The findings help explain a mystery that has been puzzling economists: the slowdown in the growth even of high-skill jobs. The jobs hit hardest seem to be those that don’t require social skills, throughout the wage spectrum.
“As I’m speaking with you, I need to think about what’s going on in your head — ‘Is she bored? Am I giving her too much information?’ — and I have to adjust my behavior all the time,” said David Deming, associate professor of education and economics at Harvard University and author of a new study. “That’s a really hard thing to program, so it’s growing as a share of jobs.”
Some economists and technologists see this trend as cause for optimism: Even as technology eliminates some jobs, it generally creates others. Yet to prepare students for the change in the way we work, the skills that schools teach may need to change. Social skills are rarely emphasized in traditional education.
“Machines are automating a whole bunch of these things, so having the softer skills, knowing the human touch and how to complement technology, is critical, and our education system is not set up for that,” said Michael Horn, co-founder of the Clayton Christensen Institute, where he studies education.

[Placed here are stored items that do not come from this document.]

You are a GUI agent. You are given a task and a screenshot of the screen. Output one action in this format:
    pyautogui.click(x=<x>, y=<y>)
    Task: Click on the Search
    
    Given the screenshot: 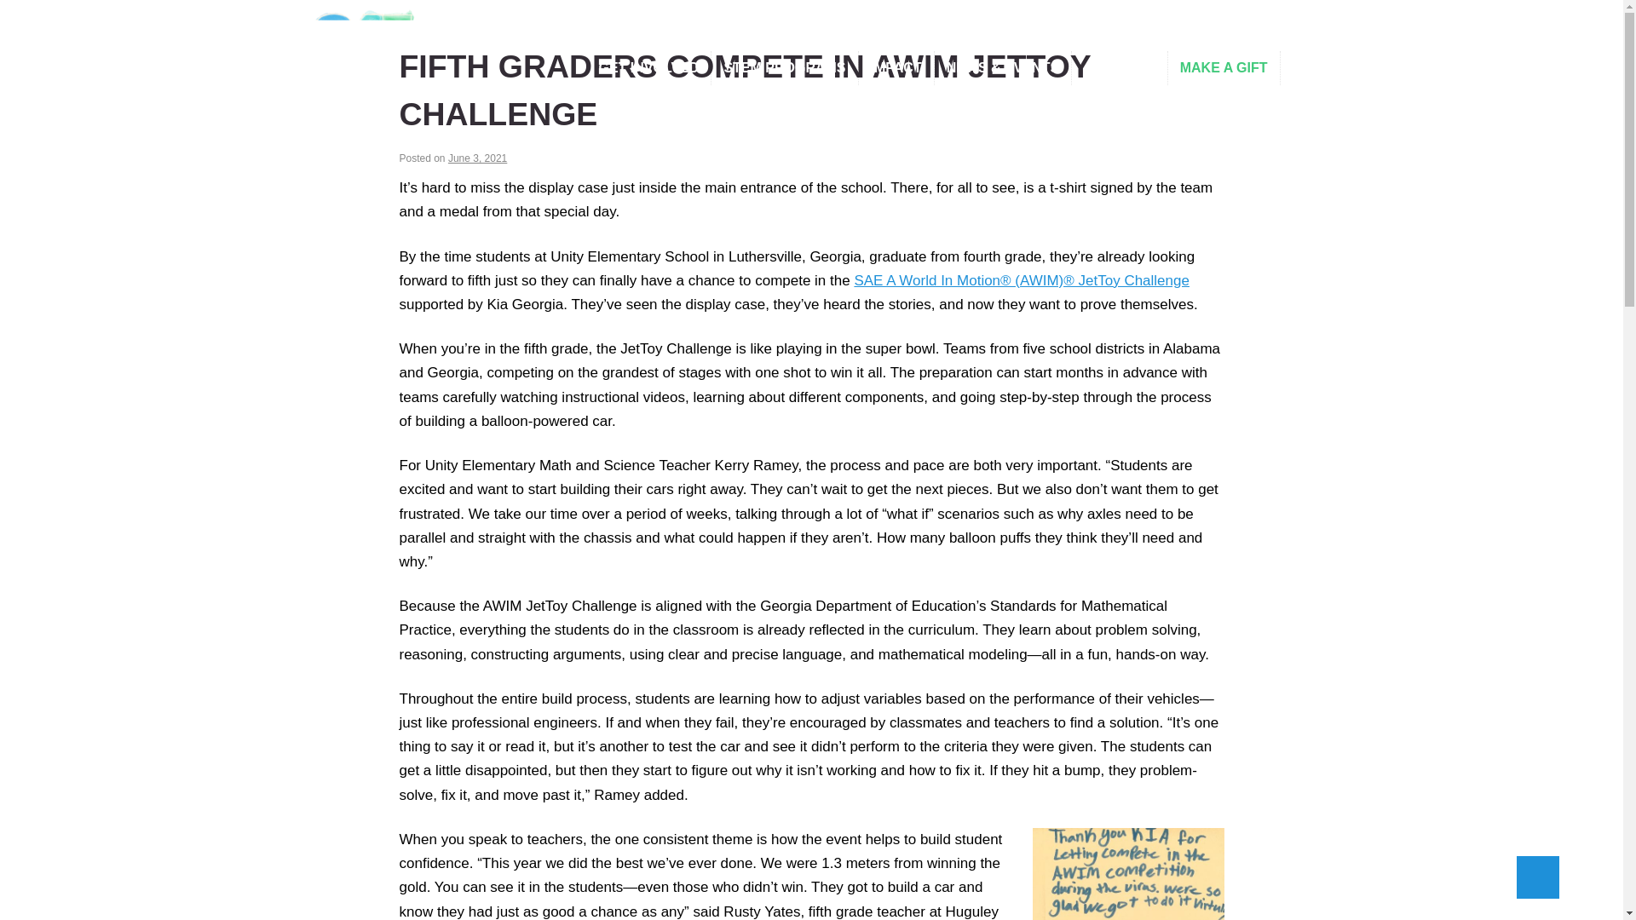 What is the action you would take?
    pyautogui.click(x=1296, y=68)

Preschool classrooms, Mr. Deming said, look a lot like the modern work world. Children move from art projects to science experiments to the playground in small groups, and their most important skills are sharing and negotiating with others. But that soon ends, replaced by lecture-style teaching of hard skills, with less peer interaction.
Work, meanwhile, has become more like preschool.
Jobs that require both socializing and thinking, especially mathematically, have fared best in employment and pay, Mr. Deming found. They include those held by doctors and engineers. The jobs that require social skills but not math skills have also grown; lawyers and child-care workers are an example. The jobs that have been rapidly disappearing are those that require neither social nor math skills, like manual labor.